Last updated: July 2026
Spec table
Full specifications
Specs are sourced from manufacturer press releases, peer-reviewed papers, and verified press reports. Estimated figures are marked. Scroll right on mobile.
| Robot | Company | Height | Weight | Payload | DoF | Max speed | Battery | Price | Status | Data |
|---|---|---|---|---|---|---|---|---|---|---|
| Optimus Gen2 | Tesla | 173 cm | 57 kg | 20 kg | 28 body + 22 hand | 8 km/h | 8+ hrs | $20-30K (target) | Internal only | Confirmed |
| Atlas | Boston Dynamics | ~157 cm est. | 89 kg | 50 kg | 56 DoF | n/a published | n/a published | ~$130K est. | 2026 committed | Estimated |
| Figure 03 | Figure AI | 168 cm | ~63 kg (9% lighter than 02) | 25 kg | 44 total | ~4 km/h | 5 hrs | TBD | BMW pilot | Confirmed |
| NEO | 1X Technologies | 165-170 cm | 30 kg | 25 kg carry / 70 kg lift | 75 DoF | 6.2 m/s run | 4 hrs (842 Wh) | $20K / $499/mo | Early access 2026 | Confirmed |
| Digit | Agility Robotics | 175 cm | 63.5 kg | 16 kg | 28 DoF | 5.4 km/h | 8 hrs | ~$250K (RaaS) | Commercial | Confirmed |
| G1 | Unitree | 127 cm | 35 kg | 3 kg / hand | 43 DoF | 2 m/s | n/a published | $16,000 | Shipping | Confirmed |
| Apollo | Apptronik | 173 cm | 72.5 kg | 25 kg | 71 DoF | 3.4 km/h | 4 hrs (swappable) | TBD | Pilot | Confirmed |
| GR-2 | Fourier | 175 cm | 63 kg | 3 kg / arm | 53 DoF | 5 km/h | 2 hrs | ~$150K est. | Research / GM | Estimated |
Methodology
How to read this table
Confidence flags
Directly stated in official press releases, investor materials, or verified third-party teardowns. Treat as reliable.

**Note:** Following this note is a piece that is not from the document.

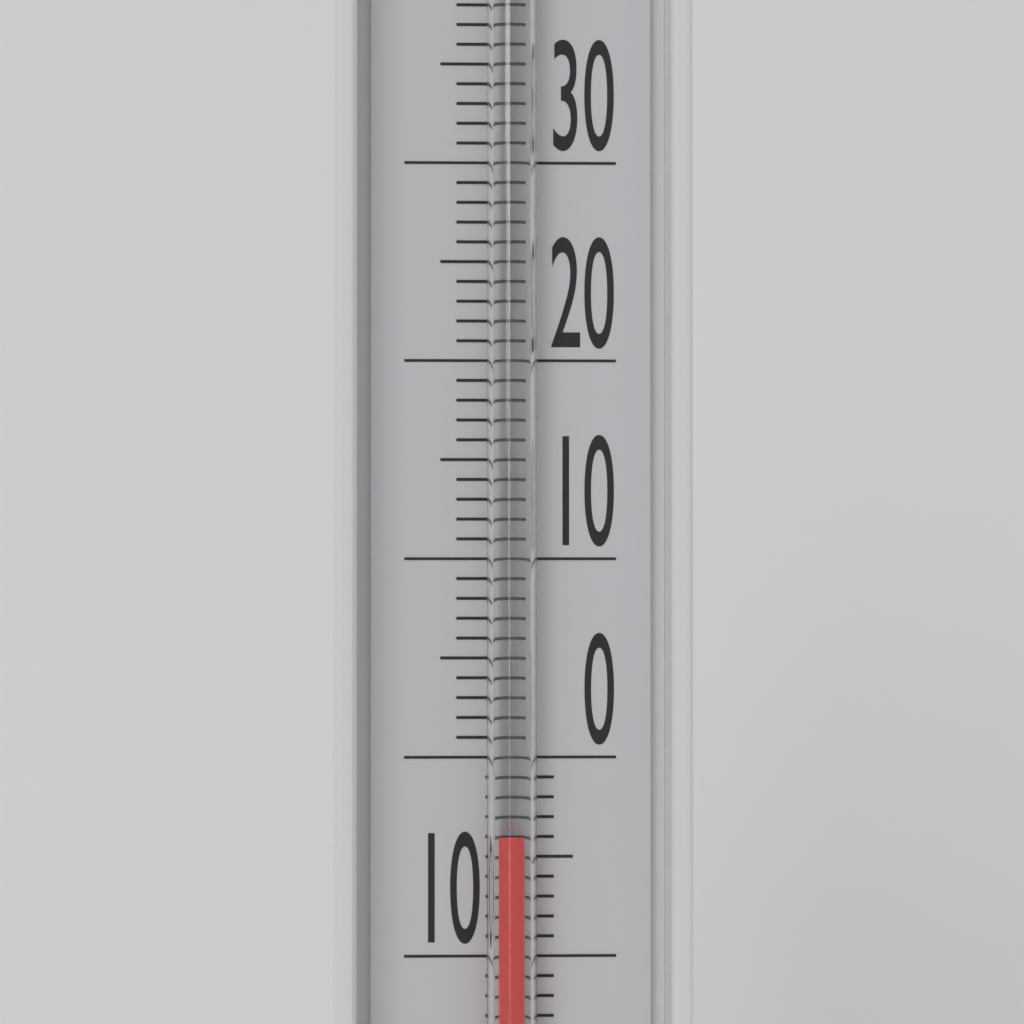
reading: -4 °C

Derived from credible secondary sources, analyst reports, or prior-generation data. Use directionally, not for purchasing decisions.

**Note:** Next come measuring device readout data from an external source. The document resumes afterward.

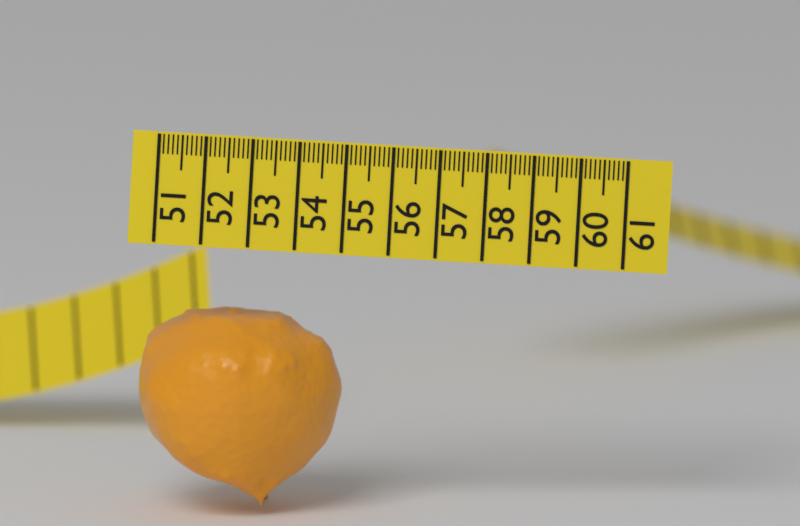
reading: 55.3 (no unit)
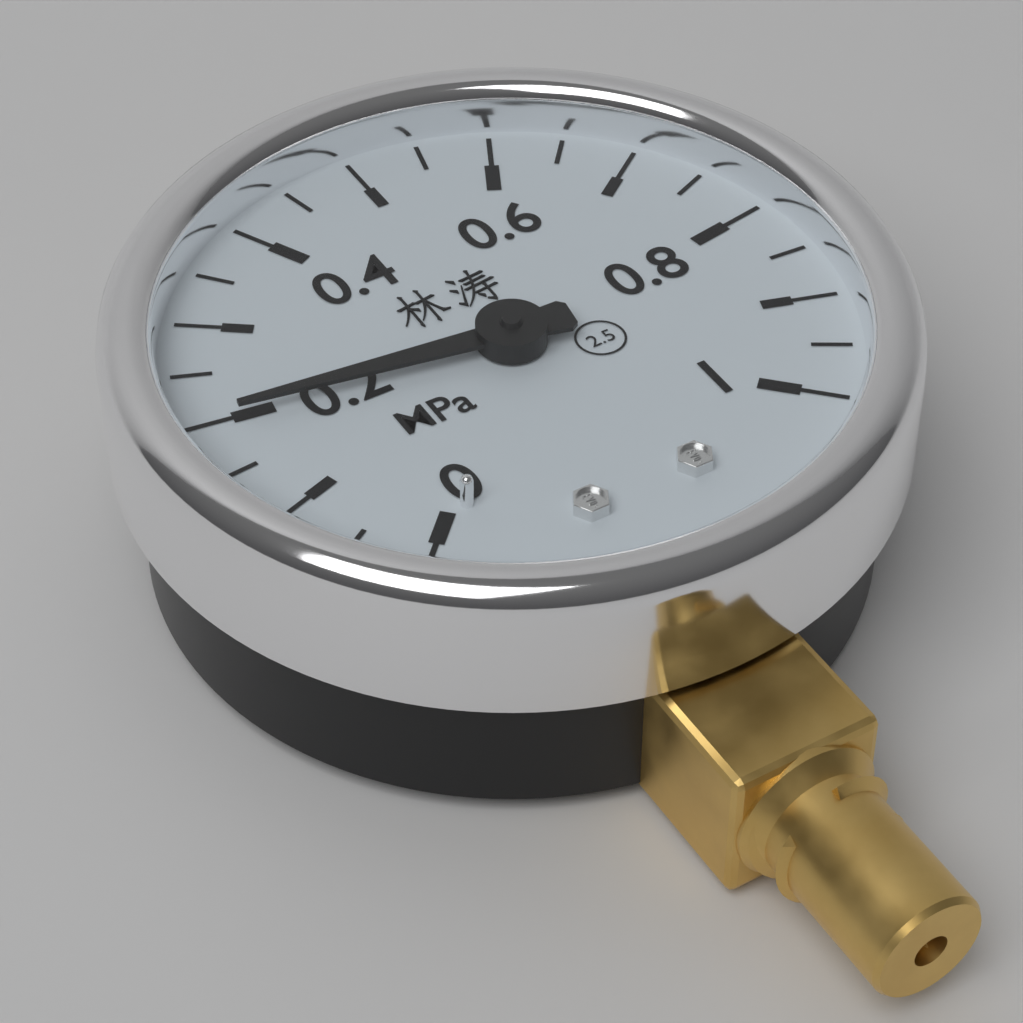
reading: 0.20 MPa
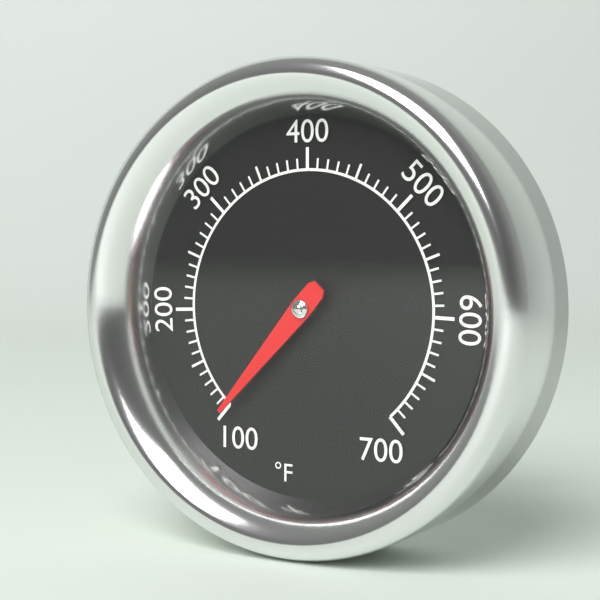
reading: 100 °F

Based on community reports or extrapolation. Treat as approximate only.
Notes on specific columns
DoF (Degrees of Freedom) — Higher DoF enables more dexterous movement but increases complexity, cost, and failure probability. Tesla's 22-DoF hands are exceptional; most competitors have 6-12 DoF hands.
Payload — Carry payload (held objects while walking) is more operationally relevant than peak lift. Agility Digit's 16 kg is conservative; 1X NEO's 70 kg lift is peak, not carry.
Battery — Hours of operation under typical load. Real-world duty cycles vary significantly by task intensity and environment.
Price — Purchase prices for enterprise units. RaaS (Robot-as-a-Service) models charge per hour of operation instead of upfront.
Buying guide
Which robot for which use case?
Only robot at a near-accessible price point that is actually shipping. Capable of manipulation tasks, SDK available, active developer community.
Monthly subscription model removes the capital barrier. Early access for 2026. Lightest at 30kg — easiest to handle safely.
Only OSHA-certified humanoid. Proven at scale (GXO). RaaS model aligns cost with utilisation. Designed specifically for fulfillment tasks.
Figure has the BMW precedent. Atlas has the deepest capability benchmarks. Both require enterprise agreements — not off-the-shelf.
Open SDK access, active research communities, and lower cost-per-failure than $130K+ enterprise units.
Bank of America projects sub-$17K BOM by 2030. Tesla is targeting $20-30K consumer pricing. No robot meets consumer needs at consumer prices today.